Sunday, December 28, 2008
Is Someone Paying Attention?
Lacking Wisdom?
If any of you lacks wisdom, let him ask of God, who gives to all men, generously, without reproach, and it will be given to him. (James 1:5)
Even though I rarely find anything by the particular artist, on the right, that I like, it's eye catching. I'm far more partcial to the charcoal on the left.
Love
Art results from man's attempt to escape from the lack of beauty in his material environment; it is a gesture toward the morontia level. Science is man's effort to solve the apparent riddles of the material universe. Philosophy is man's attempt at the unification of human experience. Religion is man's supreme gesture, his magnificent reach for final reality, his determination to find God and to be like him.
In the realm of religious experience, spiritual possibility is potential reality. Man's forward spiritual urge is not a psychic illusion. All of man's universe romancing may not be fact, but much, very much, is truth.
Some men's lives are too great and noble to descend to the low level of being merely successful. The animal must adapt itself to the environment, but the religious man transcends his environment and in this way escapes the limitations of the present material world through this insight of divine love. This concept of love generates in the soul of man that superanimal effort to find truth, beauty, and goodness; and when he does find them, he is glorified in their embrace; he is consumed with the desire to live them, to do righteousness.
Be not discouraged; human evolution is still in progress, and the revelation of God to the world, in and through Jesus, shall not fail."
Sunday, December 21, 2008
Friendship, Again
I did. I wonder, how do you make friends?
Saturday, December 20, 2008
Religious Musing
People are critical of what they don't know, of what seems new or strange to them. And I am certainly not immune to or innocent of criticism. I have my days. Generally when I am frustrated or angry with an idea, a group of people, or a situation. Today, it's an individual.

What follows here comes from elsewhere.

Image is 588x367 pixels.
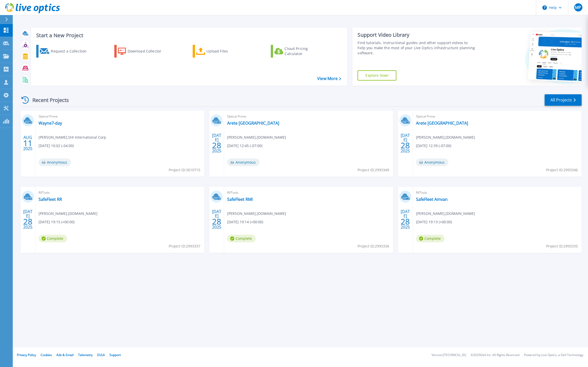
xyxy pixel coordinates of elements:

I have a wonderful neighbor who comes to visit once a month. She brings a companion with her and we chat for an hour or so and then they share their religious thoughts and go home. I am not on the same religious page as they are, but I think that the more important part of my interaction is to find what we have in common.
This month, with the observant Christian holiday, it was Jesus. Apropos. And I can agree with much of what they share. I think we fail to do that where I make my habitat. We spend so much time trying to prove our own point of view, we fail to see what we share. In this case, Jesus. One of my heros.
I enjoyed the visit and I look forward to the next visit. They should feel comfortable sharing with me without the fear of ridicule or sidling. I only wish that it were the same in all similar situations. Arrogance, pretension, disdain and disgust are difficult things to disguise. I've yet to encounter someone who is good at hiding conceit to an others idea or belief when they refuse to find what is common. And it's a terrible, degrading feeling to be benefactor of such behavior.
I choose not to be in the company of such individuals. Bitter, doesn't taste good. And you, your religion, your religious beliefs, your situation, your intelligence....are not better than me. We are, all of us, a work in progress. If you can't dig dirt like the rest of us, we don't need your help. Well, I think I feel better.
Friday, December 19, 2008
Religious Musings
The Hebrews had a religion of moral sublimity; the Greeks evolved a religion of beauty; Paul and his conferees founded a religion of faith, hope, and charity. Jesus revealed and exemplified a religion of love: security in the Father's love, with joy and satisfaction consequent upon sharing this love in the service of the human brotherhood.
Every time man makes a reflective moral choice, he immediately experiences a new divine invasion of his soul. Moral choosing constitutes religion as the motive of inner response to outer conditions. But such a real religion is not a purely subjective experience. It signifies the whole of the subjectivity of the individual engaged in a meaningful and intelligent response to total objectivity--the universe and its Maker.
The exquisite and transcendent experience of loving and being loved is not just a psychic illusion because it is so purely subjective. The one truly divine and objective reality that is associated with mortal beings, the Thought Adjuster, functions to human observation apparently as an exclusively subjective phenomenon. Man's contact with the highest objective reality, God, is only through the purely subjective experience of knowing him, of worshiping him, of realizing sonship with him.
True religious worship is not a futile monologue of self-deception. Worship is a personal communion with that which is divinely real, with that which is the very source of reality. Man aspires by worship to be better and thereby eventually attains the best.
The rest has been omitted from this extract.